Stronger CTA selling in Brent is contributing to the ongoing fundamental narrowing of the Brent–WTI spread.
Iran’s declaration that the Strait of Hormuz is “completely open” for the duration of the 10-day Israel–Lebanon truce (from April 17) triggered a broad sell-off across crude and products, with heavy CTA selling amplifying declines in both flat price and time spreads. More aggressive CTA selling in Brent relative to WTI has also contributed to the ongoing fundamental narrowing in the Brent-WTI spread. Physical flows have ticked up over the past 24 hours, but they remain well below historical norms, and a normalization is not our base case. In fact, the Strait remains functionally closed despite diplomatic signaling suggesting otherwise.
Trend CTAs sold ~53.5k lots across four strategies, with net positioning dropping sharply from 82% to 27% long within one hour. This accelerated the fundamental sell-off in Brent, which fell by more than $10.00/bbl as of 4pm GMT. Additional CTA sell triggers sit at $82.96/bbl (~17.8k lots combined).
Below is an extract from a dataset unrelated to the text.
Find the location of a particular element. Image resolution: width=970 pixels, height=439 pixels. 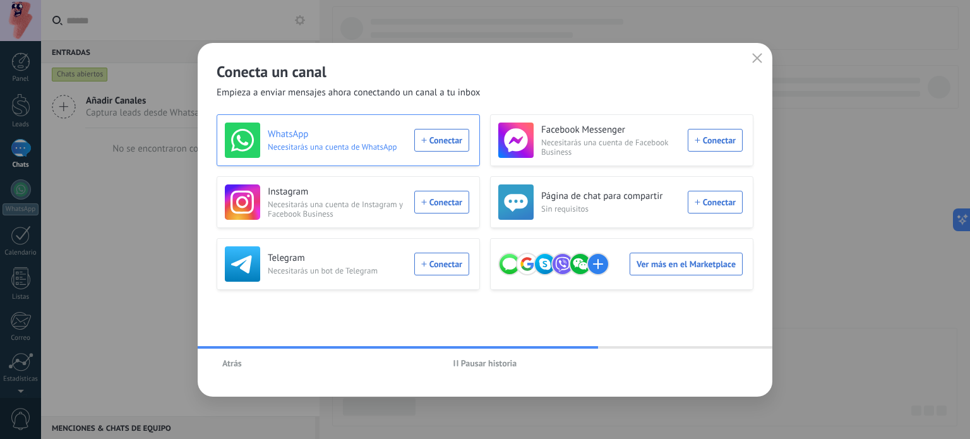

h3: Instagram is located at coordinates (337, 192).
Improved expectations for Hormuz flows also weighed on market structure. Brent M1/M3 declined by ~$2.00/bbl (CTA selling across three strategies, ~2.7k lots), while M2/M3 eased by ~$0.80/bbl (two strategies, ~8k lots).

WTI declined less sharply (~$8/bbl as of 4pm GMT), driving a further narrowing in the Brent/WTI spread, which has been recovering from sub-$10/bbl levels seen last month.
Elevated volatility in WTI since the start of the conflict (e.g. US export ban rumors) has widened CTA thresholds, limiting systematic selling – only one Trend CTA strategy was triggered (~4k lots). Accordingly, Trend CTA net position moved lower from 81% long to 72% long. More limited CTA selling in WTI relative to Brent is thereby also contributing to the narrowing of the Brent-WTI spread.
Additional CTA sell triggers sit at $77.71/bbl (~15.7k lots combined).

Time spreads also softened, with modest CTA pressure in M1/M3 (~139 lots) and M2/M3 (~324 lots).

European Gasoil reacted more violently than crude, falling by ~$140/t as of 4pm GMT. Heightened volatility over recent weeks as Europe has been scrambling to secure middle distillates, has widened CTA stops, with one Trend CTA strategy selling ~4.5k lots (net position from 82% long to 64% long). CTA-driven downside convexity could accelerate, with three sell triggers between $913.95-914.50/t (~11.2k lots combined).

CTA flows also pressured structure:

In the US, ULSD declined by nearly $0.50/gal, with ~6.9k lots sold across three Trend CTA strategies amid tighter stops, reinforcing bearish momentum. Trend net position fell from 64% long to 19% long. Renewed CTA selling of ~1.4k lots could occur at $3.13/gal.

Time spreads weakened in parallel, with CTA selling in M1/M2 (~584 lots) and M1/M3 (~178 lots).

Source (all charts): Kpler Financial Flows, ICE, CME
Kpler Financial Flows
This report draws on Kpler Financial Flows. The full dataset delivers daily and intraday CTA positioning, order stacks, and flow estimates - allowing you to track systematic moves as they develop, rather than after the fact.